HOW TO USE DISK IMAGES IN LINUX


Copyright (C) 2004 Daniel Brodzik

This document is free software; you may distribute an/or modify it under the terms of the GNU Free Documentation License, either version 1.2 or, at your option, any later version, with no Front-Cover Texts, no Back-Cover Texts, and no Invariant Sections.



INTRODUCTION

Sooner or later, you may have to manipulate a disk image. A disk image is a file that contains all the data on a disk—including the boot sector and file system itself—in one file. Under Windows, the utilities to work with disk images, like WinImage, cost money and are almost never open-source. Under Linux, and most other Unices, the software to do this is included with the operating system, and the commands to manipulate disk images are the very same ones you'd use to manipulate a real disk.


This document explains how to create disk images, how to mount/unmount them, and how to write them to a real disk. Note that you have to be root to use most or all of these commands.



TO CREATE A DISK IMAGE FROM AN EXISTING DISK, type 'cp device image_name'

where:



TO MOUNT A DISK IMAGE, type 'mount image_name mount_point -o loop [-t type]'

where


To unmount a disk image (or anything else, for that matter), type 'umount mount_point' OR 'umount image_file_or_device'. It took me two weeks to figure out that the command to unmount disks was 'umount' instead of 'unmount'!



TO CREATE A NEW, EMPTY DISK IMAGE, type 'dd if=/dev/zero of=filename bs=blocksize count=size' to create an empty file (all zeros/nulls, that is), where:


Now, type 'mkfs.type filename', where:



TO COMPLETELY ERASE A DISK, type 'cp /dev/zero /dev/device'. This procedure COMPLETELY erases a disk, even to the point of removing any existing file system! USE EXTREME CAUTION!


## PROBLEM
Copy the records word for word. Pictures do not go in.

## RECORDS SUPPLIED
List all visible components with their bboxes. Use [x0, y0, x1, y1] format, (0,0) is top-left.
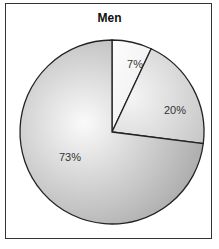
slice-label-73: 73% — [59, 151, 81, 163]
slice-label-7: 7% — [127, 58, 143, 70]
slice-label-20: 20% — [164, 104, 186, 116]
pie-chart: 7% 20% 73% — [0, 0, 219, 249]
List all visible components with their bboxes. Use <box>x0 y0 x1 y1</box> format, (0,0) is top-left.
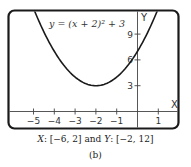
x-tick-label: −2 <box>89 116 102 126</box>
window-range-caption: X: [−6, 2] and Y: [−2, 12] <box>0 134 191 144</box>
range-x-value: : [−6, 2] and <box>44 134 104 144</box>
x-tick-label: 1 <box>155 116 161 126</box>
x-axis-label: X <box>171 99 178 110</box>
x-tick-label: −4 <box>48 116 62 126</box>
x-tick-label: −1 <box>110 116 123 126</box>
x-tick-label: −3 <box>68 116 81 126</box>
y-axis-label: Y <box>140 12 148 23</box>
range-y-value: : [−2, 12] <box>110 134 153 144</box>
y-ticks: 369 <box>127 30 140 92</box>
part-label: (b) <box>0 150 191 160</box>
graph-window: −5−4−3−2−11 369 X Y y = (x + 2)² + 3 <box>0 0 191 132</box>
x-tick-label: −5 <box>27 116 40 126</box>
y-tick-label: 3 <box>127 81 133 91</box>
equation-label: y = (x + 2)² + 3 <box>48 18 125 29</box>
y-tick-label: 9 <box>127 30 133 40</box>
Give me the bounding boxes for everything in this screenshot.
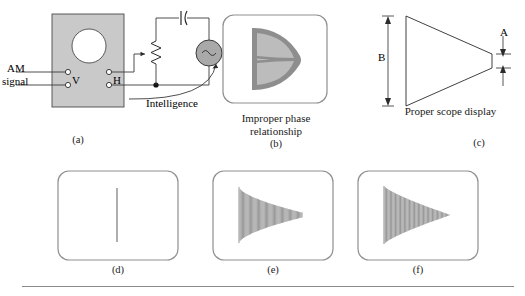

## RESPONSE AREA
List all visible components with their bboxes. Use [x0, y0, x1, y1] format, (0,0) is top-left.
slice-label-73: 73% — [59, 151, 81, 163]
slice-label-7: 7% — [127, 58, 143, 70]
slice-label-20: 20% — [164, 104, 186, 116]
pie-chart: 7% 20% 73% — [0, 0, 219, 249]
List all visible components with their bboxes. Use <box>x0 y0 x1 y1</box> format, (0,0) is top-left.
x-tick-label: −2 <box>89 116 102 126</box>
window-range-caption: X: [−6, 2] and Y: [−2, 12] <box>0 134 191 144</box>
range-x-value: : [−6, 2] and <box>44 134 104 144</box>
x-tick-label: 1 <box>155 116 161 126</box>
x-axis-label: X <box>171 99 178 110</box>
x-tick-label: −4 <box>48 116 62 126</box>
x-tick-label: −1 <box>110 116 123 126</box>
x-tick-label: −3 <box>68 116 81 126</box>
y-axis-label: Y <box>140 12 148 23</box>
range-y-value: : [−2, 12] <box>110 134 153 144</box>
y-ticks: 369 <box>127 30 140 92</box>
part-label: (b) <box>0 150 191 160</box>
graph-window: −5−4−3−2−11 369 X Y y = (x + 2)² + 3 <box>0 0 191 132</box>
x-tick-label: −5 <box>27 116 40 126</box>
y-tick-label: 3 <box>127 81 133 91</box>
equation-label: y = (x + 2)² + 3 <box>48 18 125 29</box>
y-tick-label: 9 <box>127 30 133 40</box>
Give me the bounding boxes for everything in this screenshot.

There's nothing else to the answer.